3. Promote a global approach
JBCE and DIGITALEUROPE have a diverse and multinational company membership with activities, subsidiaries, and supply chains all over the world. In that respect, we believe the review on the non-financial reporting directive should be a key opportunity for the Commission to promote a global perspective within corporate disclosures. This will enable companies to streamline reporting processes across their whole supply chain, and hence provide a more comprehensive and accurate report of their activities to investors and other stakeholders. Moreover, in the context of EFRAG’s mandate to develop an EU standard, we call upon EFRAG to take a collaborative approach in line with global standards, with like-minded partners.
4. Carefully evaluate the benefits of assurance for non-financial information
JBCE and DIGITALEUROPE recommend prudence on the use of audits and assurance mechanisms for non-financial information. As highlighted above, non-financial information is not always quantitative which makes it particularly difficult, if not impossible, to evaluate financial and non-financial information in a similar manner. Furthermore, non-financial information is always understood in a specific context which prevents its quality from being easily audited. Finally, obligatory assurance on non-financial information could be counter-productive as they would lead to companies disclosing less information – to reduce the risk of being sanctioned – rather than increasing it.
On the other hand, according to our members, auditing non-financial information by third parties can be valuable to assure the existence of the information or appropriateness of the process taken to identify materiality; never, however, to judge the quality of such information.

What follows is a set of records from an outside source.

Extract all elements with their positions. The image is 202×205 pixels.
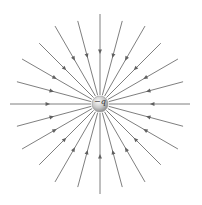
arrow-icon <box>46 102 51 106</box>
arrow-icon <box>98 50 102 55</box>
field-line <box>108 109 178 150</box>
arrow-icon <box>98 154 102 159</box>
charge-label: −q <box>92 97 108 106</box>
field-line <box>55 26 96 96</box>
field-line <box>22 109 92 150</box>
field-line <box>105 112 146 182</box>
field-line <box>55 112 96 182</box>
field-line <box>108 59 178 100</box>
field-line <box>105 26 146 96</box>
field-line <box>22 59 92 100</box>
arrow-icon <box>150 102 155 106</box>
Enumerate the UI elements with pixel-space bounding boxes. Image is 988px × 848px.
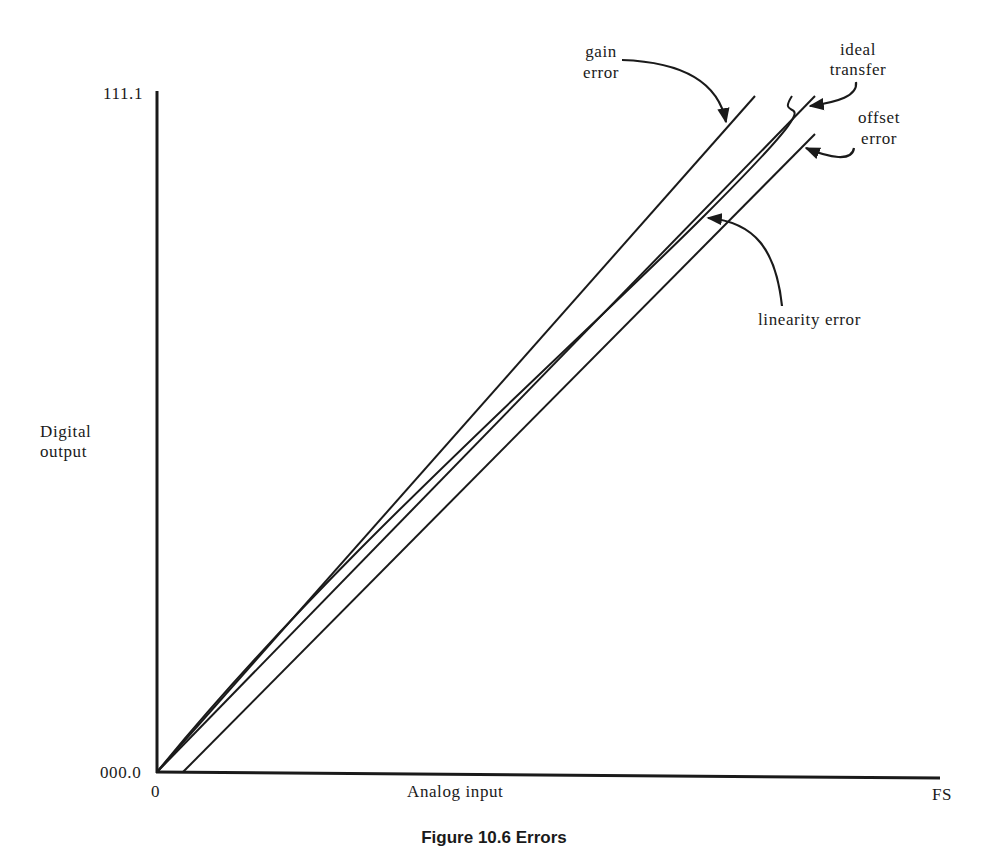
ideal-transfer-label-2: transfer	[818, 60, 898, 80]
linearity-error-label: linearity error	[758, 310, 861, 330]
x-tick-left: 0	[151, 782, 160, 802]
y-tick-top: 111.1	[103, 84, 143, 104]
y-axis-label-line2: output	[40, 442, 87, 462]
ideal-transfer-line	[157, 96, 815, 772]
x-tick-right: FS	[932, 785, 952, 805]
figure-caption: Figure 10.6 Errors	[0, 828, 988, 848]
y-axis-label-line1: Digital	[40, 422, 91, 442]
ideal-transfer-label-1: ideal	[818, 40, 898, 60]
x-axis-label: Analog input	[407, 782, 503, 802]
linearity-error-curve	[157, 96, 795, 772]
x-axis	[156, 772, 940, 778]
gain-error-label-2: error	[576, 63, 626, 83]
gain-error-label-1: gain	[576, 42, 626, 62]
offset-error-arrow	[806, 148, 854, 157]
offset-error-label-1: offset	[846, 108, 912, 128]
gain-error-arrow	[622, 60, 726, 122]
offset-error-label-2: error	[846, 129, 912, 149]
ideal-transfer-arrow	[810, 82, 856, 106]
y-tick-bottom: 000.0	[100, 763, 141, 783]
offset-error-line	[183, 134, 815, 772]
gain-error-line	[157, 96, 755, 772]
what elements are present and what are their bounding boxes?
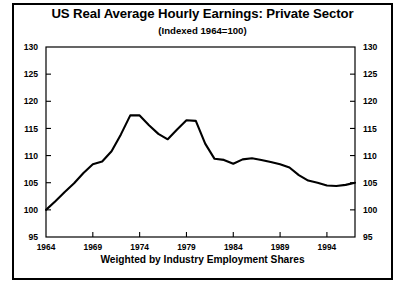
x-tick-label: 1979 [177,242,196,252]
data-series [46,115,355,209]
y-tick-label-left: 100 [24,205,39,215]
chart-footer-caption: Weighted by Industry Employment Shares [0,254,405,265]
y-tick-label-left: 105 [24,178,39,188]
chart-figure: US Real Average Hourly Earnings: Private… [0,0,405,287]
y-tick-label-left: 110 [24,151,38,161]
y-axis-left-ticks: 95100105110115120125130 [24,42,51,242]
y-tick-label-right: 115 [363,124,377,134]
y-tick-label-left: 125 [24,69,39,79]
x-tick-label: 1994 [318,242,337,252]
y-axis-right-ticks: 95100105110115120125130 [350,42,378,242]
x-tick-label: 1969 [83,242,102,252]
plot-frame [46,47,355,237]
y-tick-label-right: 120 [363,96,378,106]
x-axis-ticks: 1964196919741979198419891994 [37,232,337,252]
y-tick-label-left: 120 [24,96,39,106]
y-tick-label-right: 110 [363,151,377,161]
x-tick-label: 1964 [37,242,56,252]
y-tick-label-left: 95 [28,232,38,242]
y-tick-label-right: 95 [363,232,373,242]
y-tick-label-right: 105 [363,178,378,188]
y-tick-label-right: 130 [363,42,378,52]
x-tick-label: 1974 [130,242,149,252]
chart-plot-area: 95100105110115120125130 9510010511011512… [0,0,405,287]
x-tick-label: 1984 [224,242,243,252]
y-tick-label-left: 115 [24,124,38,134]
y-tick-label-right: 125 [363,69,378,79]
y-tick-label-right: 100 [363,205,378,215]
x-tick-label: 1989 [271,242,290,252]
y-tick-label-left: 130 [24,42,39,52]
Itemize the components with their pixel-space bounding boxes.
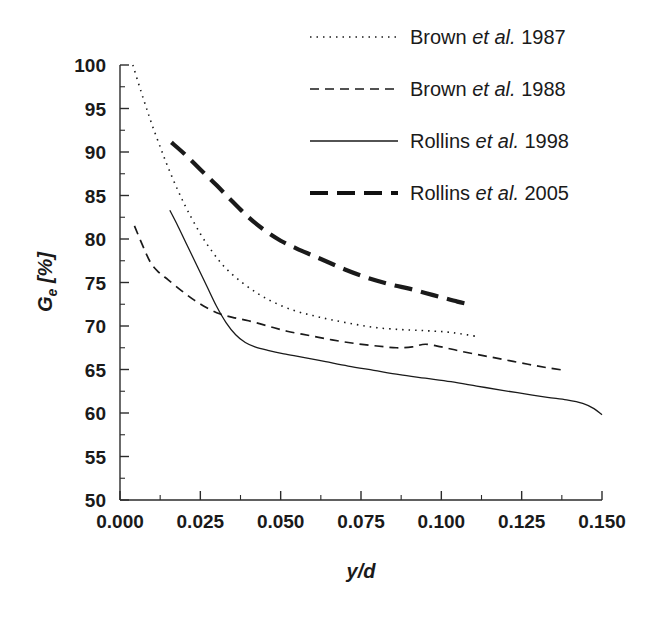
y-tick-label: 70 — [85, 316, 106, 337]
y-tick-label: 65 — [85, 360, 107, 381]
legend-entry[interactable]: Rollins et al. 2005 — [310, 182, 569, 204]
x-tick-label: 0.075 — [337, 511, 385, 532]
y-axis-title-subscript: e — [44, 288, 60, 296]
x-tick-label: 0.125 — [498, 511, 546, 532]
y-tick-label: 95 — [85, 99, 107, 120]
y-tick-label: 50 — [85, 490, 106, 511]
y-axis-ticks — [120, 65, 129, 500]
x-axis-ticks — [120, 491, 602, 500]
series-line-thick-dashed — [171, 142, 468, 304]
x-tick-label: 0.000 — [96, 511, 144, 532]
x-tick-label: 0.050 — [257, 511, 305, 532]
svg-text:Ge [%]: Ge [%] — [34, 251, 60, 312]
series-line-dashed — [134, 226, 565, 370]
y-axis-tick-labels: 50556065707580859095100 — [74, 55, 106, 511]
y-tick-label: 100 — [74, 55, 106, 76]
chart-legend: Brown et al. 1987Brown et al. 1988Rollin… — [310, 26, 569, 204]
data-series-group — [133, 65, 602, 415]
legend-label: Brown et al. 1987 — [410, 26, 566, 48]
x-tick-label: 0.150 — [578, 511, 626, 532]
y-tick-label: 55 — [85, 447, 107, 468]
x-tick-label: 0.025 — [177, 511, 225, 532]
figure-root: 50556065707580859095100 0.0000.0250.0500… — [0, 0, 666, 620]
legend-entry[interactable]: Brown et al. 1988 — [310, 78, 566, 100]
x-axis-title: y/d — [346, 560, 377, 582]
y-tick-label: 90 — [85, 142, 106, 163]
y-axis-title: Ge [%] — [34, 251, 60, 312]
y-axis-title-symbol: G — [34, 296, 56, 312]
legend-label: Brown et al. 1988 — [410, 78, 566, 100]
legend-label: Rollins et al. 2005 — [410, 182, 569, 204]
legend-label: Rollins et al. 1998 — [410, 130, 569, 152]
x-tick-label: 0.100 — [418, 511, 466, 532]
x-axis-tick-labels: 0.0000.0250.0500.0750.1000.1250.150 — [96, 511, 626, 532]
y-axis-title-unit: [%] — [34, 251, 56, 289]
series-line-solid — [170, 210, 602, 414]
x-axis-title-text: y/d — [346, 560, 377, 582]
y-tick-label: 75 — [85, 273, 107, 294]
y-tick-label: 85 — [85, 186, 107, 207]
legend-entry[interactable]: Brown et al. 1987 — [310, 26, 566, 48]
y-tick-label: 60 — [85, 403, 106, 424]
legend-entry[interactable]: Rollins et al. 1998 — [310, 130, 569, 152]
y-tick-label: 80 — [85, 229, 106, 250]
chart-canvas: 50556065707580859095100 0.0000.0250.0500… — [0, 0, 666, 620]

5. Assessing the impact of digitalisation on NFRD
DIGITALEUROPE and JBCE welcome the improvements and innovation that digitalisation tools, such as the tagging function, bring and will continue to bring to non-financial reporting. Nonetheless, many uncertain elements remain which could lead to skewed and biased non-financial statements. As mentioned, non-financial information – because of its nature[1] – always needs and deserves context which digitalised tools for non-financial statements could potentially reduce or prevent. We therefore call upon the Commission to carefully assess, in partnership with key stakeholders, the impact of digitisation processes on non-financial reporting before taking any decision on this matter.